Firstly I think we should use a different name. 'Late' doesn't really
tell me anything.

If I understand it correctly, this is supposed to be after OS_PREPARE
but before booting the OS?

No. The drivers which are marked as remove-late should be removed late,
after all the normal drivers were removed. The example in the commit
message explains where this is needed -- first remove mmc driver to set
eMMC out of HS mode and change the bus clock and after that remove clock
driver ; the clock driver is still required during the removal of the
mmc driver.

I think we need to separate the flag names as they are too similar.

I think DM_FLAG_BASIC and DM_REMOVE_NON_BASIC would be better (or some
term that explains that this is a device used by many others)

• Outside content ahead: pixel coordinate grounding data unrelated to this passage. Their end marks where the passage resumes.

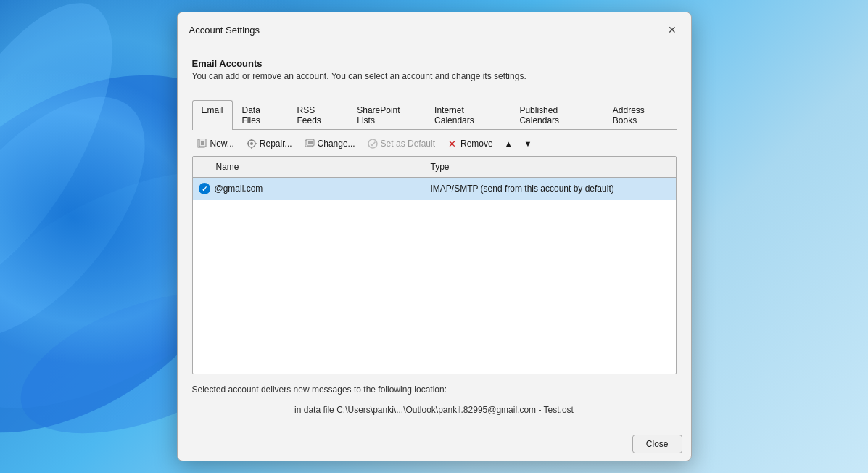  Describe the element at coordinates (310, 144) in the screenshot. I see `change-icon` at that location.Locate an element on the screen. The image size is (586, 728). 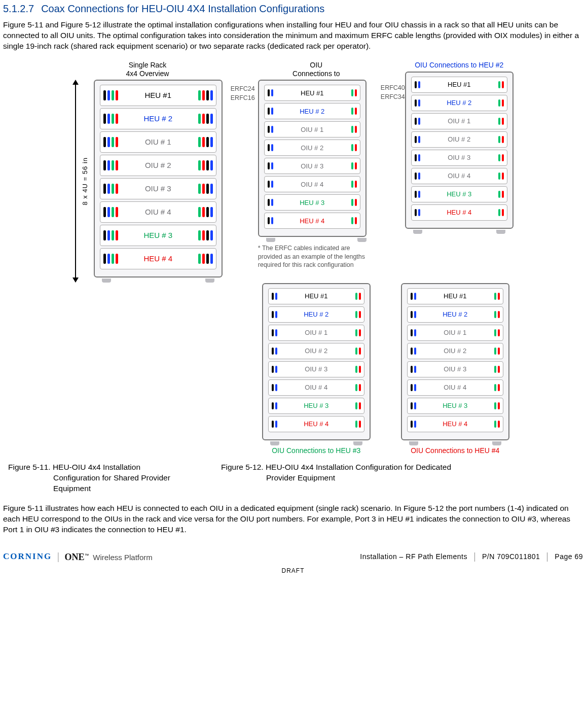
brand-one: ONE is located at coordinates (74, 557).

If BASIC is too terrible, perhaps CORE, or VITAL, or PRIME or CRITICAL
or something like that?

This makes no sense to me.

I don't want the word 'late'. Then we'll end up with 'later' and
'fairly late', etc. and it will get out of hand. We need a word that
describes what is special about the devices, not when to do stuff with
them.

If there is a need for "later" , then we will need some more complex code. I suggest we cross that bridge when we come to it.

That way we are describing the property of the device rather than what
we want to do with it.

The device is not critical or vital, it just needs to be torn down late.

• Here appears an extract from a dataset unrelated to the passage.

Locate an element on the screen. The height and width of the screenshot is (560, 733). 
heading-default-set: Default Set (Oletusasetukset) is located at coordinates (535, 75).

What is it about the device that requires it to be torn down 'late'?

For example clock driver needs to be turn down after mmc controller, since the mmc controller might need to reconfigure the card in .remove callback, for which it still needs to clock to be active. That's the usecase I have on real hardware.

Note also the semantics of what is going on here. The idea of the
existing OS_PREPARE and ACTIVE_DMA flags is that the default for
device_remove() is to remove everything, but if you provide a flag
then it just removes those things. Your flag is the opposite to that,
which is why you are changing so much code.

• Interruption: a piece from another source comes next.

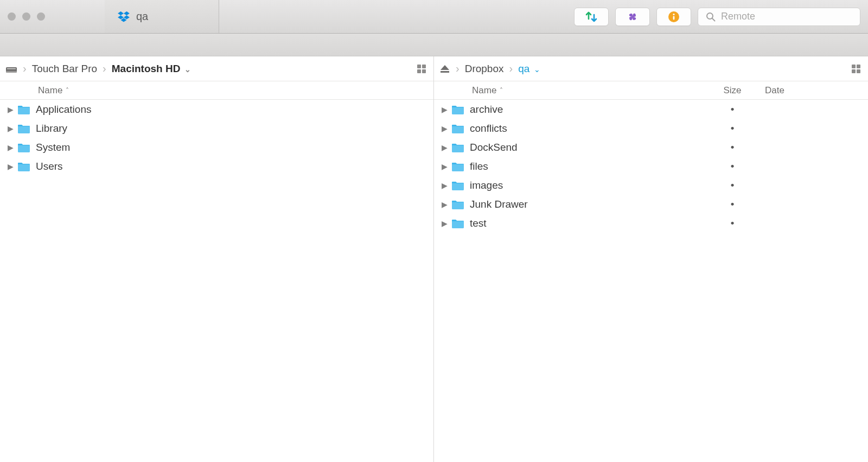 The width and height of the screenshot is (868, 462). I want to click on breadcrumb-item-current: qa ⌄, so click(529, 69).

I obviously cannot remove everything, see the example above.

Do you understand what I am saying about inverting the flag?

No, please elaborate.

So I think we could change this to DM_REMOVE_NON_BASIC and make that a
separate step before we do a final remove with flags of 0.

[...]

@@ -82,16 +86,19 @@ void dm_leak_check_start(struct unit_test_state *uts)
   int dm_leak_check_end(struct unit_test_state *uts)
   {
          struct mallinfo end;
-       int id, diff;
+       int i, id, diff;

          /* Don't delete the root class, since we started with that */
-       for (id = UCLASS_ROOT + 1; id < UCLASS_COUNT; id++) {
-               struct uclass *uc;
-
-               uc = uclass_find(id);
-               if (!uc)
-                       continue;
-               ut_assertok(uclass_destroy(uc));
+       for (i = 0; i < 2; i++) {
+               for (id = UCLASS_ROOT + 1; id < UCLASS_COUNT; id++) {
+                       struct uclass *uc;
+
+                       uc = uclass_find(id);
+                       if (!uc)
+                               continue;
+                       ut_assertok(uclass_destroy(uc,
+                                   i ? DM_REMOVE_LATE : DM_REMOVE_NORMAL));
+               }

Why do we need to destroy the classes in two steps? I understand
removing devices, but destroying the uclasses seems like it could stay
as it is?

Because if you destroy clock uclass before mmc uclass, then you cannot
remove the mmc drivers and reconfigure the bus clock anymore in the
remove callback. So that needs to be done in two steps.

Yes I understand that. All of my comments are about the implementation
rather than the problem you are solving. See the existing DM_REMOVE_
flags for examples.

If you like, I could have a try at this. Perhaps it is not as
straightforward as I imagine.

I think it would be a good idea if you looked at the use case for this first.